Ultimately, we may not all be equipped with the knowledge of how to rebuild our future, or even be able to sort out what’s broken in the first place. But we are certainly curious. Rodriguez suggests that this is where artists are integral to progress. “We need to actually tell the stories in a way that helps people understand both what the problem is as well as the solution. Because I don’t think it’s just about being reactive. It’s about putting forward a solution — and I can assure you that the right wing is definitely already doing this. They are already helping people imagine.”

While analyzing the tactics of right-wing protestors and rabble rousers might make you want to retch, Rodriguez has been paying close attention, as she always does when a movement captivates the public and the media. “As a culturemaker myself, I understand what they are doing. They are creating.
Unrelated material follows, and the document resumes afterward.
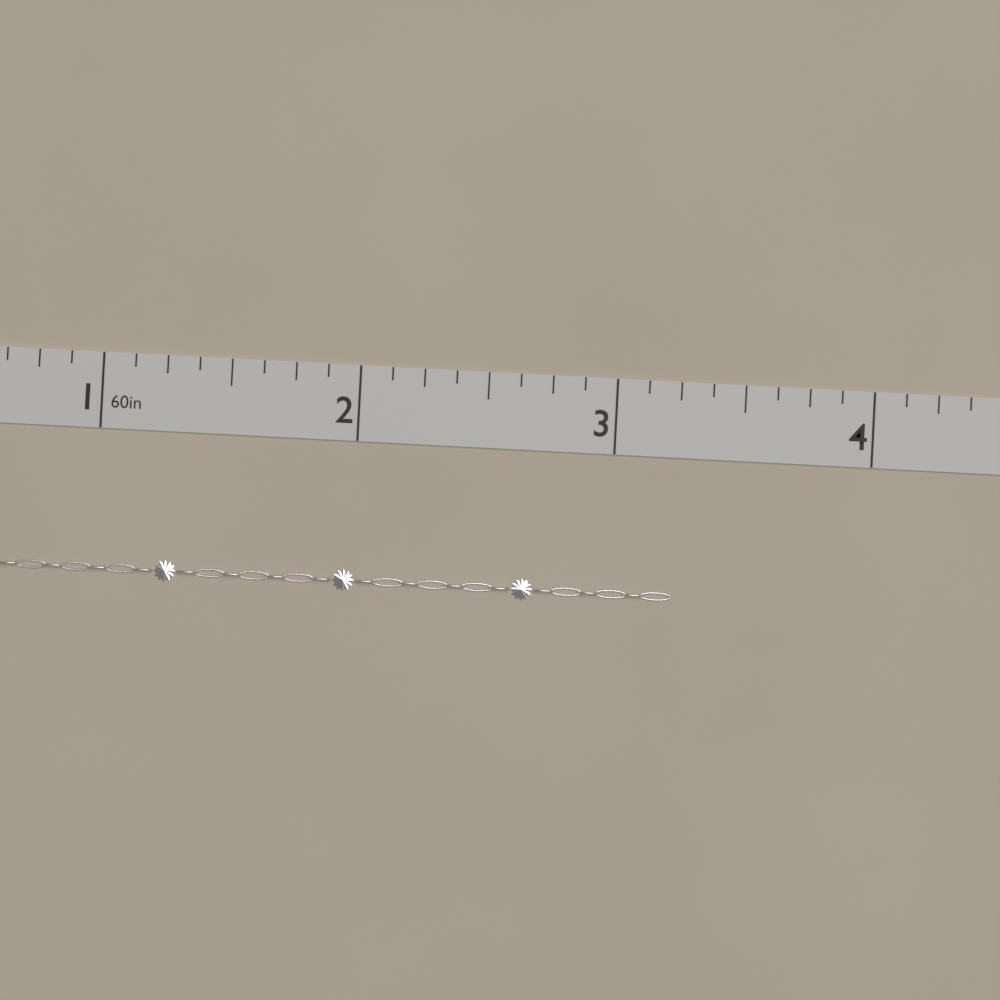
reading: 3.250 in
They’re being performative,” she explained. “Even the way of gathering, and all the symbolism used — I know it’s quite upsetting — but the image of people on the stairs of a capitol with guns and in masks is a very performative image.” 

Even though a majority of Americans may respect the purpose of stay-at-home orders, by channeling a certain conception of American culture and identity through guns and flags and MAGA hats — encouraged by the head of state himself, who as a germaphobe clearly has no intention of ever being in attendance of these rallies — the organizers of these protests have in effect shaped the policies set by elected officials in states like Ohio or Texas, where leaders are flouting the guidance of health officials in anticipation of reopening of their economies. 
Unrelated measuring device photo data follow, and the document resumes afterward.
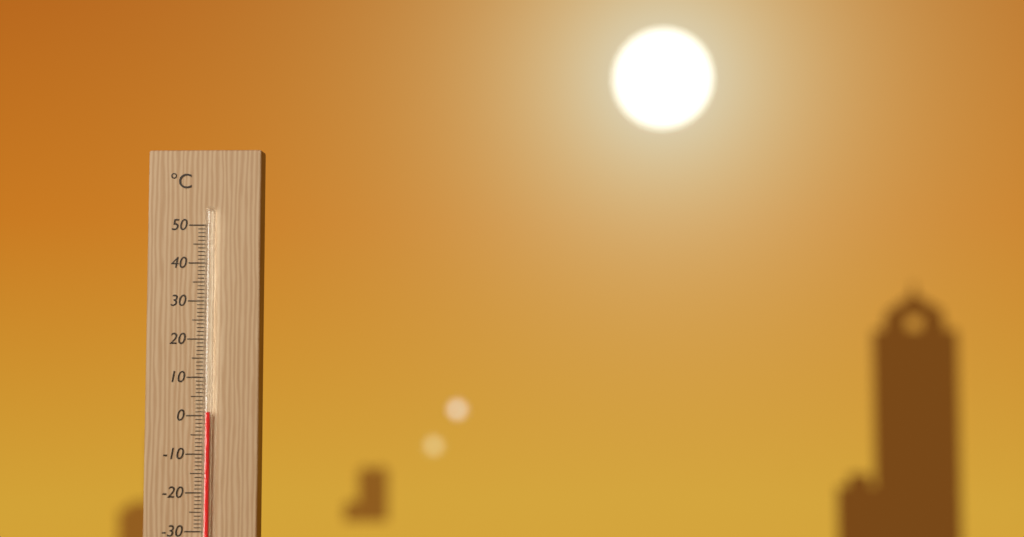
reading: 1 °C
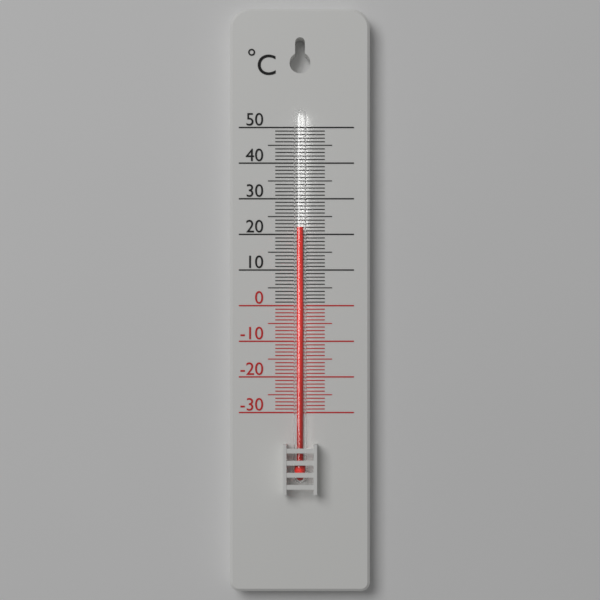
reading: 22 °C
But Rodriguez shifted focus to the image we all saw over the weekend of healthcare workers standing as silent sentinels in the midst of right-wing protests. “Talk about a counterperformance! And how they were able to, just a few nurses, to really… I mean they were wearing their garb, right? I’m always thinking about how do we replicate that, how do we change the conversation through these memorable moments in which we help people feel and see something that they can align with.”

While artists are well-suited to take on the task of creating impact for audiences, the healthcare workers’ actions are a testament to how everyday people also have incredible power and influence. And this is reason enough to show up on Earth Day, virtually, from wherever you are in the world. Especially when you stand to benefit or hurt the most from future policies surrounding climate change. 
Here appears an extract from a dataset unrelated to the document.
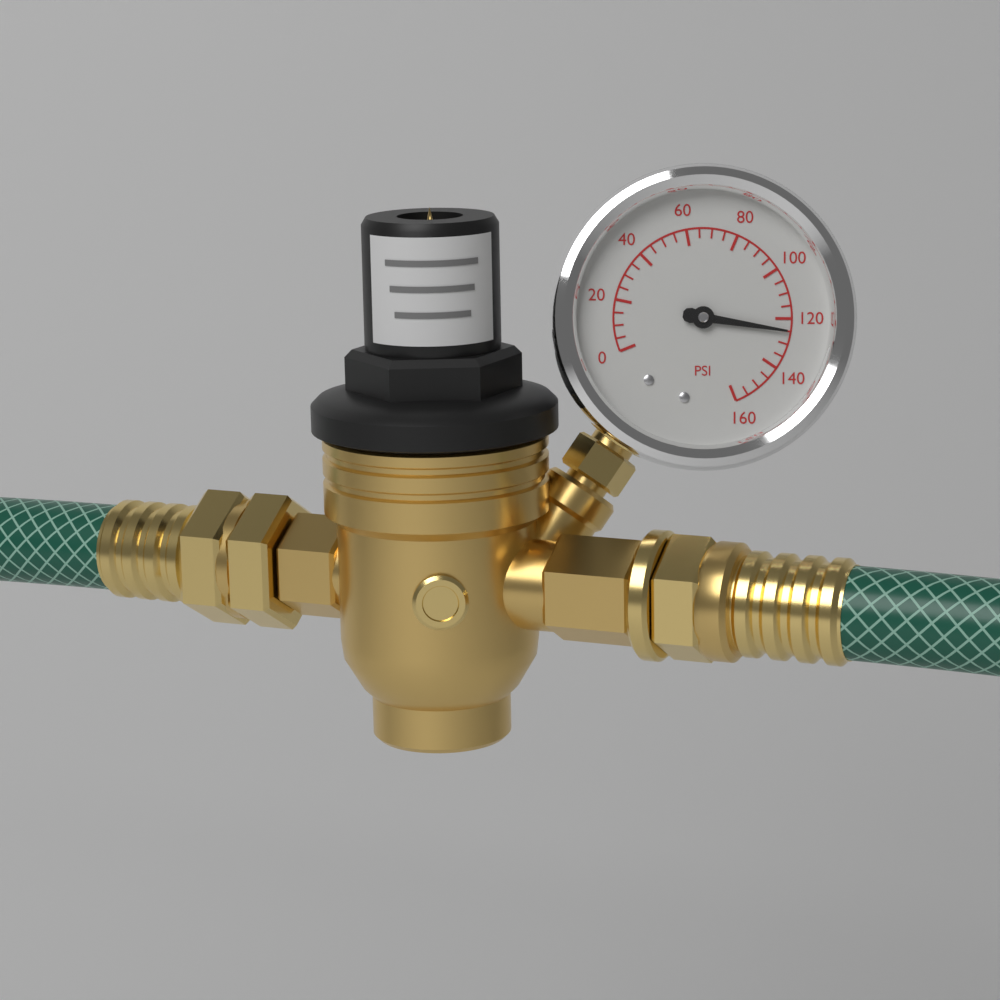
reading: 125 psi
“Those of us who are losing people and who belong to communities who disproportionately are facing loss, we have to find a way to tell our stories in a way that is compelling,” said Rodriguez. 

Join Rodriguez and countless other climate activists through the Earth Day Live 2020 livestream as they join with the youth-led Future Coalition to address the climate crisis through the power of striking, divesting, and voting. Rodriguez will be sharing a live message tomorrow 4/23 at 12:30 ET with Earth Day Live 2020, but you’ll find plenty of inspiration through her homepage and IG account @favianna1, as well as the homepage for The Center for Cultural Power and its IG account @culturestrike.